@ryanofsky recently suggested that I should write an overview of how the various pull requests spread over different repositories relate to some bigger picture view.
See the multisig tutorial for how things currently work.
I typically have the following future multisig wallet in mind to guide my thinking:
- a computer running Bitcoin Core holding one master key (key 1)
- one or more hardware wallets with additional keys, via HWI (keys 2 … n)
- taproot keypath using n-of-n MuSig2
- a fallback with fewer keys after some time elapsed
- a GUI wizard to set this up (simple Python command line tool until then)
The descriptors for this could be hand crafted, but it would be nice to have: 6. Miniscript compiler that can generate this
What’s Missing?
- Taproot support for external signers:
- Timelock support for descriptors: this will be added along with full MiniScript support in #24148 & #24149 (@darosior).
- Ability to handle descriptors for which we have 1-of-N keys. Descriptor wallets currently expect the wallet to be either watch-only and have no keys, or to have all the keys.
- MuSig2 setup and signing support, which requires:
- a BIP to specify new PSBT fields (tracked in #23326)
- Bitcoin Core changes; no PR yet afaik, (tracked in #23326)
- At least one other (hardware) wallet to support it
- I’m not aware of any hardware wallet working on this yet
- testing with two Bitcoin Core nodes is good start
- HWI changes: additional commands for:
- initial setup
- signing (although perhaps calling
signtx
multiple times with the right PSBT will “just work”)
- doesn’t have to be HWI of course, we would just add support new commands in the external signer command interface
- a simple Python setup wizard
- right now Specter Desktop is by far the easiest way to setup a multisig wallet. But it’s a huge dependency (including a bunch of NPM packages for their web interface). A simple Python script in contrib/ could call HWI to get a list of signers, ask what threshold to use, call
createwallet
to generate a blank wallet, fetch an xpub from it, and then callimportdescriptors
. - the script could use BIP 129 / BSMS (perhaps initially without encryption)
- Specter doesn’t set the external_signer wallet flag, so I have a trivial PR to do that manually: #21928
- right now Specter Desktop is by far the easiest way to setup a multisig wallet. But it’s a huge dependency (including a bunch of NPM packages for their web interface). A simple Python script in contrib/ could call HWI to get a list of signers, ask what threshold to use, call
- a GUI setup wizard: once we have an established work flow, we would implement that in the GUI
Misc
I have a PR that improves address display handling on the device:
Even better would be if we had a feature to ask the wallet for a signature to prove it has the private key (without passing that information to the outside world of course, see #24186). This requires BIP-322 support on our end (#24058), at least one hardware wallet to support it, and a new HWI signmessage
command. Perhaps this can later be expanded to allow your device to prove that it (still) has the keys it needs as a co-signer.
Miniscript compilers currently doesn’t support Taproot (e.g. to find the optimal tree structure), but I’m assuming you can still hand craft a leaf containing MiniScript.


EXERCISE GOAL
Check every line below for the word "training" and give only the number of lines where it appears.

INFORMATION GIVEN
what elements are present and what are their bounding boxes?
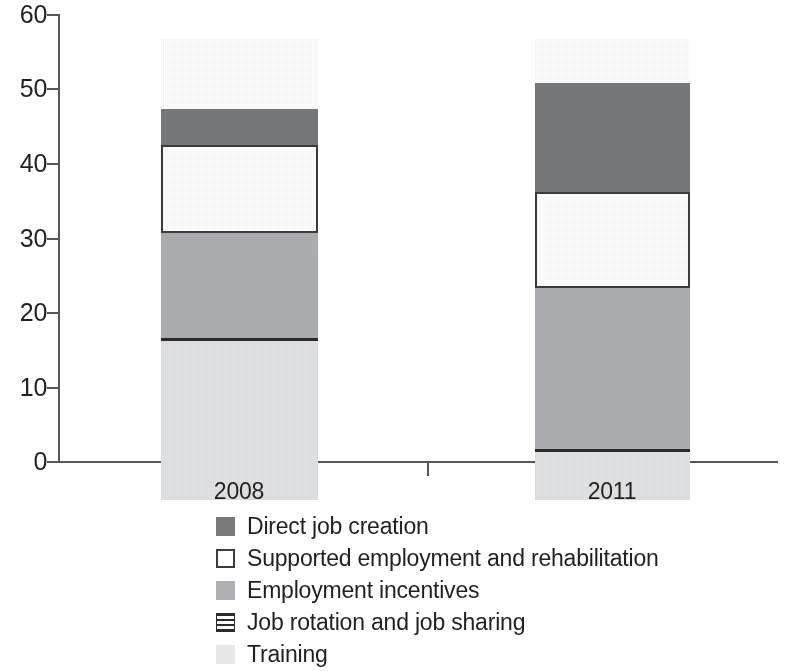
legend-item-employment-incentives[interactable]: Employment incentives <box>216 576 776 604</box>
segment-2011-supported-employment-and-rehabilitation[interactable] <box>535 192 690 287</box>
y-tick-20 <box>47 312 58 314</box>
segment-2011-direct-job-creation[interactable] <box>535 83 690 193</box>
legend-label-training: Training <box>247 641 328 668</box>
y-tick-60 <box>47 14 58 16</box>
legend-swatch-training-icon <box>216 645 235 664</box>
plot-area: 60 50 40 30 20 10 0 <box>0 0 795 500</box>
x-axis-label-2011: 2011 <box>532 478 692 504</box>
y-tick-40 <box>47 163 58 165</box>
legend-item-supported-employment-and-rehabilitation[interactable]: Supported employment and rehabilitation <box>216 544 776 572</box>
segment-2011-employment-incentives[interactable] <box>535 288 690 449</box>
y-tick-0 <box>47 461 58 463</box>
legend-swatch-direct-job-creation-icon <box>216 517 235 536</box>
y-tick-label-50: 50 <box>3 76 47 101</box>
legend-item-direct-job-creation[interactable]: Direct job creation <box>216 512 776 540</box>
x-axis-label-2008: 2008 <box>159 478 319 504</box>
legend: Direct job creation Supported employment… <box>216 512 776 671</box>
legend-swatch-employment-incentives-icon <box>216 581 235 600</box>
y-tick-label-10: 10 <box>3 375 47 400</box>
y-tick-10 <box>47 387 58 389</box>
legend-label-supported-employment-and-rehabilitation: Supported employment and rehabilitation <box>247 545 659 572</box>
bar-2011[interactable] <box>535 39 690 500</box>
y-tick-label-30: 30 <box>3 226 47 251</box>
legend-swatch-job-rotation-and-job-sharing-icon <box>216 613 235 632</box>
segment-2008-employment-incentives[interactable] <box>161 233 318 338</box>
segment-2008-training[interactable] <box>161 341 318 500</box>
legend-swatch-supported-employment-and-rehabilitation-icon <box>216 549 235 568</box>
legend-item-training[interactable]: Training <box>216 640 776 668</box>
segment-2008-job-rotation-and-job-sharing[interactable] <box>161 338 318 341</box>
bar-2008[interactable] <box>161 39 318 500</box>
y-axis-line <box>58 14 60 463</box>
y-tick-label-60: 60 <box>3 2 47 27</box>
x-axis-center-tick <box>427 463 429 476</box>
y-tick-30 <box>47 238 58 240</box>
y-tick-label-40: 40 <box>3 151 47 176</box>
y-tick-label-20: 20 <box>3 300 47 325</box>
segment-2008-supported-employment-and-rehabilitation[interactable] <box>161 145 318 234</box>
y-tick-50 <box>47 88 58 90</box>
legend-label-direct-job-creation: Direct job creation <box>247 513 429 540</box>
y-tick-label-0: 0 <box>3 449 47 474</box>
legend-item-job-rotation-and-job-sharing[interactable]: Job rotation and job sharing <box>216 608 776 636</box>
legend-label-job-rotation-and-job-sharing: Job rotation and job sharing <box>247 609 525 636</box>
segment-2011-job-rotation-and-job-sharing[interactable] <box>535 449 690 452</box>
segment-2008-direct-job-creation[interactable] <box>161 109 318 145</box>
legend-label-employment-incentives: Employment incentives <box>247 577 479 604</box>
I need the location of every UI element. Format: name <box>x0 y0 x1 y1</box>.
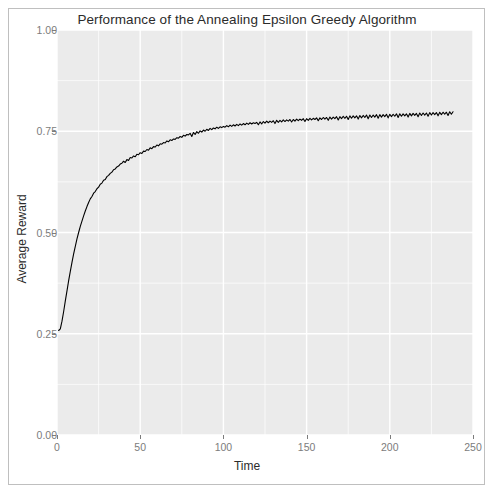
y-tick-mark <box>52 233 56 234</box>
x-tick-mark <box>390 435 391 439</box>
y-tick-mark <box>52 30 56 31</box>
x-tick-label: 100 <box>198 441 248 453</box>
x-tick-label: 150 <box>282 441 332 453</box>
x-tick-label: 250 <box>448 441 494 453</box>
x-tick-label: 50 <box>115 441 165 453</box>
x-tick-mark <box>223 435 224 439</box>
x-tick-label: 200 <box>365 441 415 453</box>
x-tick-mark <box>307 435 308 439</box>
x-axis: 050100150200250 Time <box>0 435 494 498</box>
x-tick-mark <box>473 435 474 439</box>
y-tick-label: 1.00 <box>17 24 57 36</box>
chart-figure: Performance of the Annealing Epsilon Gre… <box>0 0 494 498</box>
plot-panel <box>57 30 473 435</box>
y-axis: 0.000.250.500.751.00 Average Reward <box>0 0 57 498</box>
x-tick-label: 0 <box>32 441 82 453</box>
series-line-average-reward <box>59 112 453 331</box>
y-tick-mark <box>52 131 56 132</box>
x-tick-mark <box>57 435 58 439</box>
x-tick-mark <box>140 435 141 439</box>
x-axis-title: Time <box>0 459 494 473</box>
y-tick-mark <box>52 334 56 335</box>
page-title: Performance of the Annealing Epsilon Gre… <box>0 12 494 27</box>
y-tick-label: 0.75 <box>17 125 57 137</box>
y-axis-title: Average Reward <box>15 139 29 339</box>
plot-area-svg <box>57 30 473 435</box>
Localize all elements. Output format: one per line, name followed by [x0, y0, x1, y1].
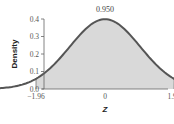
- y-tick-label: 0.4: [30, 15, 40, 24]
- y-tick-label: 0.1: [30, 67, 40, 76]
- y-tick-label: 0.3: [30, 32, 40, 41]
- y-tick-label: 0.2: [30, 50, 40, 59]
- shaded-region-95: [36, 19, 174, 89]
- x-axis-title: Z: [102, 105, 109, 114]
- x-tick-labels: −1.9601.96: [27, 92, 174, 101]
- y-axis-title: Density: [10, 39, 19, 68]
- x-tick-label: 1.96: [167, 92, 174, 101]
- x-tick-label: 0: [103, 92, 107, 101]
- x-tick-label: −1.96: [27, 92, 45, 101]
- plot-area: [0, 19, 174, 89]
- probability-annotation: 0.950: [96, 5, 114, 14]
- normal-density-chart: 0.00.10.20.30.4 −1.9601.96 Density Z 0.9…: [0, 0, 174, 124]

OUTPUT OF THE EXERCISE
4